Fla. Host of ‘Zombie House Flipping’ Can’t Find Homes to Flip
Fla. Host of ‘Zombie House Flipping’ Can’t Find Homes to Flip
Justin Stamper says he’s digging through court cases to find flippable homes, but even those owners say, “‘Get off my phone! You’re the 26th person to call me today!’”
ORLANDO, Fla. – Justin Stamper, star of the “Zombie House Flipping” TV show, says finding places to renovate and sell in Orlando has become so hard that he sometimes has to dig through court cases in search of properties.
“I’ll get word through an attorney about a probate case, call the [homeowner] that day, and they respond, ‘Get off my phone! You’re the 26th person to call me today!’” said Stamper, 31, currently filming the fourth season of his show on A&E.
“We’re back to our grassroots,” he said. “We’re literally knocking on doors [for leads] in some cases.”
Soaring home prices and a shortage of inventory in Central Florida and across the nation is wreaking havoc on house flippers and wholesalers, people who make their living buying places at a bargain and fixing them up or selling them to other investors.
“We have investors calling us nonstop,” said Tammy Kerr of Sand Dollar Realty Group. “Unfortunately, we have way more buyers than houses to sell them.”
In metro Orlando, the median home price rose more than $30,000 from March 2020 to March of this year, according to the Orlando Regional Realtor Association (ORRA). Over the same year, inventory dropped to fewer than 3,000 housing units for sale in the region. Stick to just single-family homes and that number drops below 2,000, just three weeks’ worth of inventory.
That has meant there are fewer possible investment homes available. In the Orlando-Kissimmee-Sanford metro, a total of 3,219 homes were flipped, a drop of 8.7%, according to Attom Data Solutions, which analyzes the U.S. real estate market. Home-flipping activity around the country declined for the first time in six years.
The inventory crunch has hurt more than just investors, said Foster Algier, a real estate agent and owner of First Alliance Capital in Orlando.
“Say you sell even 3,000 houses in a month,” he said. “There are thousands of real estate agents in Orlando not getting a paycheck that month.” ORRA has 19,000 member Realtors, and they don’t account for every real estate agent in the area.

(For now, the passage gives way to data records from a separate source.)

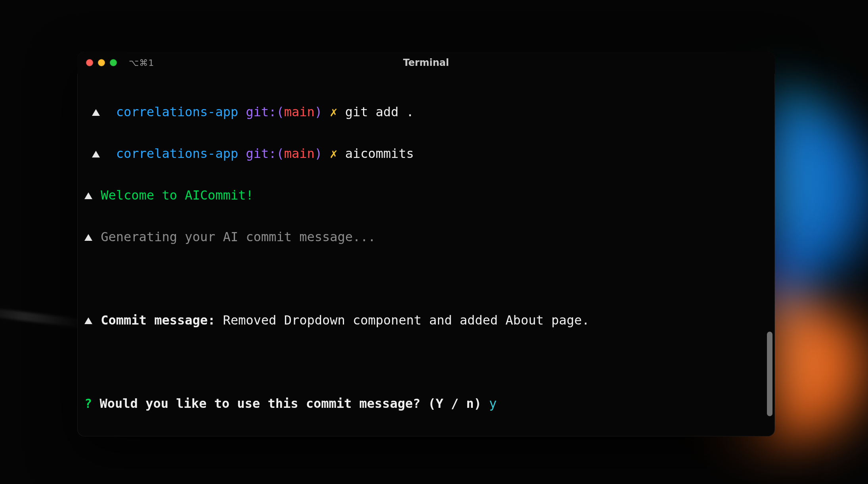 The image size is (868, 484). What do you see at coordinates (426, 112) in the screenshot?
I see `prompt-line: correlations-app git:(main) ✗ git add .` at bounding box center [426, 112].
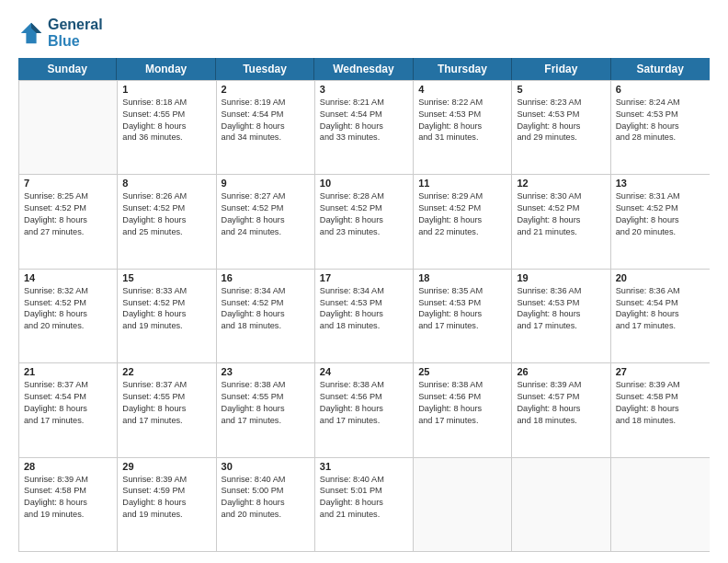 The image size is (728, 563). Describe the element at coordinates (166, 103) in the screenshot. I see `sunrise-text: Sunrise: 8:18 AM` at that location.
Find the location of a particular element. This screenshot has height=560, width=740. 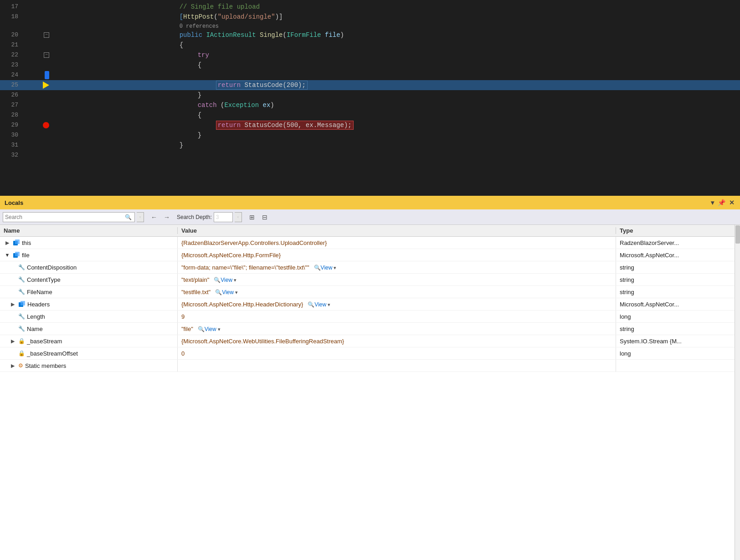

line-num-31: 31 is located at coordinates (12, 145).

Algier points to low-interest rates as one of the main drivers of the housing shortage, with 30-year mortgage rates falling to less than 3% last year. “When money gets cheap, home prices go up,” he said.
Stamper said part of the problem stems from people who see real estate investment as a quick way to make money.
“There is such a low barrier of entry,” he said. “All you have to do is go on YouTube and there’s a million videos on how to wholesale.”
Algier also pointed to a glut of buyers and investors as reducing options.
“We’re paying more because we’re competing against buyers who will buy anything,” he said.
Kerr, who has worked in Orlando real estate for 20 years, said one advantage to the current market: flippers don’t have to do much work fixing up houses they sell. “People are buying up anything, they don’t care,” she said. “They’ll do the work for you.”
House flipping did continue to turn a profit for the people who were lucky enough to get properties to sell. In the Orlando area, Attom reports that the median profit from a flipped property rose to $54,500 in 2020, reflecting an 8% year-over-year increase in the return-on-investment ratio.
“Home flipping remained a good investment in 2020, while resale values rose and raw profits hit a highwater mark not seen since at least 2005,” said Attom’s chief product officer Todd Teta in an email.
Still, the lack of inventory makes finding properties a real challenge. Stamper, a lifelong Orlando resident, continues to hunt for houses in his hometown for his show. But with his business, Blueprint Real Estate Group, he’s been expanding his vision.
“I’ve started buying a lot more houses in the Tampa Bay area, to be honest,” he said.
© 2021 Orlando Sentinel, orlandosentinel.com. Distributed by Tribune Content Agency, LLC.